[Async-sig] A possible tiny step towards event loop interoperability

Yury Selivanov yselivanov at gmail.com
Sat Jun 4 00:08:09 EDT 2016


> On Jun 3, 2016, at 11:29 PM, Nathaniel Smith <njs at pobox.com> wrote:
> 
> On Fri, Jun 3, 2016 at 7:40 PM, Yury Selivanov <yselivanov at gmail.com> wrote:
>> 
>>> On Jun 3, 2016, at 8:14 PM, Ben Darnell <ben at bendarnell.com> wrote:
>>> 
>>> I think this could be useful, but's answering the question of "what coroutine runner is this", not "what event loop is this". It's already possible to stack one event loop on top of another so that the question of event loop is ambiguous, but any `async def` function or other coroutine has exactly one coroutine runner. The identity of the coroutine runner matters more in practice than the event loop (PEP 484 has standardized the event loop interface but left coroutine runners unspecified).
>> 
>> Right, let’s discuss the hypothetical ‘await what_coroutine_runner_is_this()’.  Which, in case of asyncio, would return an instance of the current Task, right?
> 
> I guess what I was really thinking of was
> 
>  await what_api_does_this_coroutine_runner_implement()
> 
> so if you really needed to you could write code that does
> asyncio-things on asyncio, curio-things on curio, etc., and the caller
> doesn't have to care.
> 
> I'll emphasize again that this is a trivial tiny suggestion :-)


Glyph and Ben want information about the coroutine runner in __await__, where awaiting on something is not possible.

If we are talking about coroutines that users of curio/twisted/tornado/asyncio will write, then I don’t think they will need that thing either — it’s too low level.

What makes interoperability between asyncio, tornado and twisted possible is that they all use similar event loops designs.  They all have something similar to call_soon and other callbacks related APIs, Future/Deferred etc.  What’s good about Futures and Deferreds is that they are well-defined objects with APIs etc.

In curio, David intentionally didn’t want to have anything similar to Futures and Deferreds.  Instead, he introduced a concept of “traps” (see [1]), which are generators wrapped with “@types.coroutine” yielding hardcoded tuples, that curio “kernel” can understand.  Which is a very neat and clever design, except that it doesn’t compose with anything else.  With that design, it’s essentially impossible for asyncio coroutines to await on curio coroutines. The only way would be to implement all of curio APIs in asyncio in a wrapper to do this:

   async def asyncio_coroutine():
        await curio_adapter(curio_coroutine())

I’m not sure if it’s possible for curio coroutines to transparently await on asyncio coroutines without a significant refactoring of curio.  But even if David decides to do that, for compatibility with Futures he’ll only need to add ‘isinstance(trap, Future)’ in his kernel code, no new APIs are needed (IMO).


PROBLEM TO WORK ON: Type out all the data below, word for word.

(Records from a data source)
==============================

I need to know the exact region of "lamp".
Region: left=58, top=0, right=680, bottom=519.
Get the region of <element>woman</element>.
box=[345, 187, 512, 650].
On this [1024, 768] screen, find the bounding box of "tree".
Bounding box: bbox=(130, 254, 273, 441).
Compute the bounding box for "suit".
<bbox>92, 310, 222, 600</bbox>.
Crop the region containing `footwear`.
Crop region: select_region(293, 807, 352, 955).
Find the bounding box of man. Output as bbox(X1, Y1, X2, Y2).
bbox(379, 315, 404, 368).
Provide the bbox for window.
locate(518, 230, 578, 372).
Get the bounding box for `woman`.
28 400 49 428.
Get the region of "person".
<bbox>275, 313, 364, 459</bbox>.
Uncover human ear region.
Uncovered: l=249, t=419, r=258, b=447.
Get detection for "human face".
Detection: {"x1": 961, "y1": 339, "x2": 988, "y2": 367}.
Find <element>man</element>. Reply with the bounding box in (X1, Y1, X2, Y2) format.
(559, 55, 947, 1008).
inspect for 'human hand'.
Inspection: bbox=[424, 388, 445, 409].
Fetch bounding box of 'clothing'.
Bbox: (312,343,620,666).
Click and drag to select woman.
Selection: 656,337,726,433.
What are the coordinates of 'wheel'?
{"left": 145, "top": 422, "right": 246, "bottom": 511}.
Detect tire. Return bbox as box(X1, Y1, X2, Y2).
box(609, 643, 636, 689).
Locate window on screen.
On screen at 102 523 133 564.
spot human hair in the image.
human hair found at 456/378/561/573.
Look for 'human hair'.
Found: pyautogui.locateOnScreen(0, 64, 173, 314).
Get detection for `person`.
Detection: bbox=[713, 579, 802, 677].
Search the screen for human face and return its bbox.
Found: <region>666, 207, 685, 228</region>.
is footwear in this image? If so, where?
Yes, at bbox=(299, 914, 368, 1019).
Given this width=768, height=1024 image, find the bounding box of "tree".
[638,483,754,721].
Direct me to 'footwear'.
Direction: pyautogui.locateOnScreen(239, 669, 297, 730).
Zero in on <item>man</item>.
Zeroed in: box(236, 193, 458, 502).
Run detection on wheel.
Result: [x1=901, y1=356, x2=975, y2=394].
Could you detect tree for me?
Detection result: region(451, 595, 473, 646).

==============================

EXERCISE SOLUTION:
I need to know the exact region of "lamp".
Region: left=58, top=0, right=680, bottom=519.
Get the region of <element>woman</element>.
box=[345, 187, 512, 650].
On this [1024, 768] screen, find the bounding box of "tree".
Bounding box: bbox=(130, 254, 273, 441).
Compute the bounding box for "suit".
<bbox>92, 310, 222, 600</bbox>.
Crop the region containing `footwear`.
Crop region: select_region(293, 807, 352, 955).
Find the bounding box of man. Output as bbox(X1, Y1, X2, Y2).
bbox(379, 315, 404, 368).
Provide the bbox for window.
locate(518, 230, 578, 372).
Get the bounding box for `woman`.
28 400 49 428.
Get the region of "person".
<bbox>275, 313, 364, 459</bbox>.
Uncover human ear region.
Uncovered: l=249, t=419, r=258, b=447.
Get detection for "human face".
Detection: {"x1": 961, "y1": 339, "x2": 988, "y2": 367}.
Find <element>man</element>. Reply with the bounding box in (X1, Y1, X2, Y2) format.
(559, 55, 947, 1008).
inspect for 'human hand'.
Inspection: bbox=[424, 388, 445, 409].
Fetch bounding box of 'clothing'.
Bbox: (312,343,620,666).
Click and drag to select woman.
Selection: 656,337,726,433.
What are the coordinates of 'wheel'?
{"left": 145, "top": 422, "right": 246, "bottom": 511}.
Detect tire. Return bbox as box(X1, Y1, X2, Y2).
box(609, 643, 636, 689).
Locate window on screen.
On screen at 102 523 133 564.
spot human hair in the image.
human hair found at 456/378/561/573.
Look for 'human hair'.
Found: pyautogui.locateOnScreen(0, 64, 173, 314).
Get detection for `person`.
Detection: bbox=[713, 579, 802, 677].
Search the screen for human face and return its bbox.
Found: <region>666, 207, 685, 228</region>.
is footwear in this image? If so, where?
Yes, at bbox=(299, 914, 368, 1019).
Given this width=768, height=1024 image, find the bounding box of "tree".
[638,483,754,721].
Direct me to 'footwear'.
Direction: pyautogui.locateOnScreen(239, 669, 297, 730).
Zero in on <item>man</item>.
Zeroed in: box(236, 193, 458, 502).
Run detection on wheel.
Result: [x1=901, y1=356, x2=975, y2=394].
Could you detect tree for me?
Detection result: region(451, 595, 473, 646).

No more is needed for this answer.